When a build has drifted off course, the temptation is to keep going. Sunk cost is the loudest voice in the room. The harder question is whether the system in front of you is worth saving — and what saving it actually means.
Three honest options
On a Forge: Repair triage we always start with three options on the table: repair, rebuild, retire. Saying any of them out loud changes the conversation. Most stakeholders default to one without considering the others. The framework forces a real comparison.
Repair when…
The architecture is broadly sound, the team understands the codebase, and the issues are concentrated in a few well-defined modules. Repair is faster and cheaper than rebuilding, but only if the foundation will hold under the next year of pressure.
Rebuild when…
The cost of repair approaches the cost of starting again, the original architecture won’t support what you need next, or the original team is gone and the codebase is undocumented. Rebuilding is expensive but sometimes the cheapest path forward.
Retire when…
The system no longer serves the business it was built for. We rarely arrive at this answer, but when we do, it saves the client more money than any rebuild would. A clean retirement plan is a deliverable in its own right.
How we decide
A two-week deep-dive: read the code, run it, talk to the people who use it, talk to the people who built it, write the three options up with costs, risks, and a recommendation. The recommendation is honest even when it’s inconvenient.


- **YOUR GOAL**: The listing is to be printed in full, exactly as given.
- - -
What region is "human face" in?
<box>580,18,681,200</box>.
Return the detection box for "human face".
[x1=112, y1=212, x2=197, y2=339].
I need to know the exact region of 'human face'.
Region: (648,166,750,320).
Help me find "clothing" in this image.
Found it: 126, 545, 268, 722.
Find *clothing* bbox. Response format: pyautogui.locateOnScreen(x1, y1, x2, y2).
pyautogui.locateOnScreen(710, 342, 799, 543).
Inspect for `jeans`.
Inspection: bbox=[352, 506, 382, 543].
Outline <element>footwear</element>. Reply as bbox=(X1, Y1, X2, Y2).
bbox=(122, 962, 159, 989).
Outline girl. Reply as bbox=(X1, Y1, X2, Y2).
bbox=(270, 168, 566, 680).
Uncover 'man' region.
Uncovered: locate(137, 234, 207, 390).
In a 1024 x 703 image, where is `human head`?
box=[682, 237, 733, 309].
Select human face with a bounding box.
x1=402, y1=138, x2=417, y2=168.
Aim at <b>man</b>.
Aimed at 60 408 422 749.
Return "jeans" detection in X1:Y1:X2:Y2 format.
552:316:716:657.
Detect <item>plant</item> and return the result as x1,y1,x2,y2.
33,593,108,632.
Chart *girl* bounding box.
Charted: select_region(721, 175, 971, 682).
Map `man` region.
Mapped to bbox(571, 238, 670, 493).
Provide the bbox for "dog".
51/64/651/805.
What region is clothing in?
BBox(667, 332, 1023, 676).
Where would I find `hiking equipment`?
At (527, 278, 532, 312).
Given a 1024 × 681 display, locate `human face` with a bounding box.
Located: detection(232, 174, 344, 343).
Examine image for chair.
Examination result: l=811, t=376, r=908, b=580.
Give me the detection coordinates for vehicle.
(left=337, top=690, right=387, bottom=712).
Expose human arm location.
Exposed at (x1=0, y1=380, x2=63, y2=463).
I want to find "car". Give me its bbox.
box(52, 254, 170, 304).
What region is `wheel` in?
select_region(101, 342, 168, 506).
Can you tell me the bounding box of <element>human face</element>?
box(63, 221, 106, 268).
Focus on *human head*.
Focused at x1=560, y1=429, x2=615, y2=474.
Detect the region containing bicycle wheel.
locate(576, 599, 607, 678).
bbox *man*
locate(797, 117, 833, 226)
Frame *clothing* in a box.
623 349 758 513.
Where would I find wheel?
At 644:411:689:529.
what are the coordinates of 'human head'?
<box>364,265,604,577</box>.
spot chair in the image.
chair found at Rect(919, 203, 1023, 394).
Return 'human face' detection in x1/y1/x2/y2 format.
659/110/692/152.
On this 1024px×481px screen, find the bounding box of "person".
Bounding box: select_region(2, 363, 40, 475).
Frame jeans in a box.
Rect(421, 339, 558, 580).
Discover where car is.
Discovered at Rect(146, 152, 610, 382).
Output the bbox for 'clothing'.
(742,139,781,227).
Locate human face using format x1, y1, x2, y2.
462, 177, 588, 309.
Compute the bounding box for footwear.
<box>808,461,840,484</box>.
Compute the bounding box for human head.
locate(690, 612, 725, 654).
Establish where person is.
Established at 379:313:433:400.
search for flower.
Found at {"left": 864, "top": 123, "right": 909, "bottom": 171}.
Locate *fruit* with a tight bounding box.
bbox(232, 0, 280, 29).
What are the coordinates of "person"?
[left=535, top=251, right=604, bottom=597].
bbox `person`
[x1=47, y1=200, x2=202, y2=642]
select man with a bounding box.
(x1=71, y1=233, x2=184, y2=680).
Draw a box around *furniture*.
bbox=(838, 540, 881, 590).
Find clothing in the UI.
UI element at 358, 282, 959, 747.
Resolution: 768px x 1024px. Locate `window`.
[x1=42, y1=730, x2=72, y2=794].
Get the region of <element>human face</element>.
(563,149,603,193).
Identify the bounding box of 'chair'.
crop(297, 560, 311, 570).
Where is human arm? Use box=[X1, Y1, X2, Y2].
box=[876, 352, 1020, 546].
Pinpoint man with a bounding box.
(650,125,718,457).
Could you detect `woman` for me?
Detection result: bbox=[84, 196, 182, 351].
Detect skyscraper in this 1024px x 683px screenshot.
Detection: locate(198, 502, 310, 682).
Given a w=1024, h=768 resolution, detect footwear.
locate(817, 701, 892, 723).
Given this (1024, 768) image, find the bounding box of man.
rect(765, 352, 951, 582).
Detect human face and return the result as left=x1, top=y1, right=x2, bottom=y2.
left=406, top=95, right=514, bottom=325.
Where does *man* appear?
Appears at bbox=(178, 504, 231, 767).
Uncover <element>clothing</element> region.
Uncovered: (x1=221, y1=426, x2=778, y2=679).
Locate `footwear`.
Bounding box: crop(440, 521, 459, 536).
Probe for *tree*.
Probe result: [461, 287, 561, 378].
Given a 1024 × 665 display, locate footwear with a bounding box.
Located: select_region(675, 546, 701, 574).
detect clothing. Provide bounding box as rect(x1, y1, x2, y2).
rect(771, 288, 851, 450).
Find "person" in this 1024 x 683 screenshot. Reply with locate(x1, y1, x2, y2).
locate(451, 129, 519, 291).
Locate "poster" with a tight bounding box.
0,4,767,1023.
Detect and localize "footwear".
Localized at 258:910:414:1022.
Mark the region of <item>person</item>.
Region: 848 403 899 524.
- - -
- **PROBLEM SOLUTION**:
What region is "human face" in?
<box>580,18,681,200</box>.
Return the detection box for "human face".
[x1=112, y1=212, x2=197, y2=339].
I need to know the exact region of 'human face'.
Region: (648,166,750,320).
Help me find "clothing" in this image.
Found it: 126, 545, 268, 722.
Find *clothing* bbox. Response format: pyautogui.locateOnScreen(x1, y1, x2, y2).
pyautogui.locateOnScreen(710, 342, 799, 543).
Inspect for `jeans`.
Inspection: bbox=[352, 506, 382, 543].
Outline <element>footwear</element>. Reply as bbox=(X1, Y1, X2, Y2).
bbox=(122, 962, 159, 989).
Outline girl. Reply as bbox=(X1, Y1, X2, Y2).
bbox=(270, 168, 566, 680).
Uncover 'man' region.
Uncovered: locate(137, 234, 207, 390).
In a 1024 x 703 image, where is `human head`?
box=[682, 237, 733, 309].
Select human face with a bounding box.
x1=402, y1=138, x2=417, y2=168.
Aim at <b>man</b>.
Aimed at 60 408 422 749.
Return "jeans" detection in X1:Y1:X2:Y2 format.
552:316:716:657.
Detect <item>plant</item> and return the result as x1,y1,x2,y2.
33,593,108,632.
Chart *girl* bounding box.
Charted: select_region(721, 175, 971, 682).
Map `man` region.
Mapped to bbox(571, 238, 670, 493).
Provide the bbox for "dog".
51/64/651/805.
What region is clothing in?
BBox(667, 332, 1023, 676).
Where would I find `hiking equipment`?
At (527, 278, 532, 312).
Given a 1024 × 681 display, locate `human face` with a bounding box.
Located: detection(232, 174, 344, 343).
Examine image for chair.
Examination result: l=811, t=376, r=908, b=580.
Give me the detection coordinates for vehicle.
(left=337, top=690, right=387, bottom=712).
Expose human arm location.
Exposed at (x1=0, y1=380, x2=63, y2=463).
I want to find "car". Give me its bbox.
box(52, 254, 170, 304).
What region is `wheel` in?
select_region(101, 342, 168, 506).
Can you tell me the bounding box of <element>human face</element>?
box(63, 221, 106, 268).
Focus on *human head*.
Focused at x1=560, y1=429, x2=615, y2=474.
Detect the region containing bicycle wheel.
locate(576, 599, 607, 678).
bbox *man*
locate(797, 117, 833, 226)
Frame *clothing* in a box.
623 349 758 513.
Where would I find wheel?
At 644:411:689:529.
what are the coordinates of 'human head'?
<box>364,265,604,577</box>.
spot chair in the image.
chair found at Rect(919, 203, 1023, 394).
Return 'human face' detection in x1/y1/x2/y2 format.
659/110/692/152.
On this 1024px×481px screen, find the bounding box of "person".
Bounding box: select_region(2, 363, 40, 475).
Frame jeans in a box.
Rect(421, 339, 558, 580).
Discover where car is.
Discovered at Rect(146, 152, 610, 382).
Output the bbox for 'clothing'.
(742,139,781,227).
Locate human face using format x1, y1, x2, y2.
462, 177, 588, 309.
Compute the bounding box for footwear.
<box>808,461,840,484</box>.
Compute the bounding box for human head.
locate(690, 612, 725, 654).
Establish where person is.
Established at 379:313:433:400.
search for flower.
Found at {"left": 864, "top": 123, "right": 909, "bottom": 171}.
Locate *fruit* with a tight bounding box.
bbox(232, 0, 280, 29).
What are the coordinates of "person"?
[left=535, top=251, right=604, bottom=597].
bbox `person`
[x1=47, y1=200, x2=202, y2=642]
select man with a bounding box.
(x1=71, y1=233, x2=184, y2=680).
Draw a box around *furniture*.
bbox=(838, 540, 881, 590).
Find clothing in the UI.
UI element at 358, 282, 959, 747.
Resolution: 768px x 1024px. Locate `window`.
[x1=42, y1=730, x2=72, y2=794].
Get the region of <element>human face</element>.
(563,149,603,193).
Identify the bounding box of 'chair'.
crop(297, 560, 311, 570).
Where is human arm? Use box=[X1, Y1, X2, Y2].
box=[876, 352, 1020, 546].
Pinpoint man with a bounding box.
(650,125,718,457).
Could you detect `woman` for me?
Detection result: bbox=[84, 196, 182, 351].
Detect skyscraper in this 1024px x 683px screenshot.
Detection: locate(198, 502, 310, 682).
Given a w=1024, h=768 resolution, detect footwear.
locate(817, 701, 892, 723).
Given this (1024, 768) image, find the bounding box of man.
rect(765, 352, 951, 582).
Detect human face and return the result as left=x1, top=y1, right=x2, bottom=y2.
left=406, top=95, right=514, bottom=325.
Where does *man* appear?
Appears at bbox=(178, 504, 231, 767).
Uncover <element>clothing</element> region.
Uncovered: (x1=221, y1=426, x2=778, y2=679).
Locate `footwear`.
Bounding box: crop(440, 521, 459, 536).
Probe for *tree*.
Probe result: [461, 287, 561, 378].
Given a 1024 × 665 display, locate footwear with a bounding box.
Located: select_region(675, 546, 701, 574).
detect clothing. Provide bounding box as rect(x1, y1, x2, y2).
rect(771, 288, 851, 450).
Find "person" in this 1024 x 683 screenshot. Reply with locate(x1, y1, x2, y2).
locate(451, 129, 519, 291).
Locate "poster" with a tight bounding box.
0,4,767,1023.
Detect and localize "footwear".
Localized at 258:910:414:1022.
Mark the region of <item>person</item>.
Region: 848 403 899 524.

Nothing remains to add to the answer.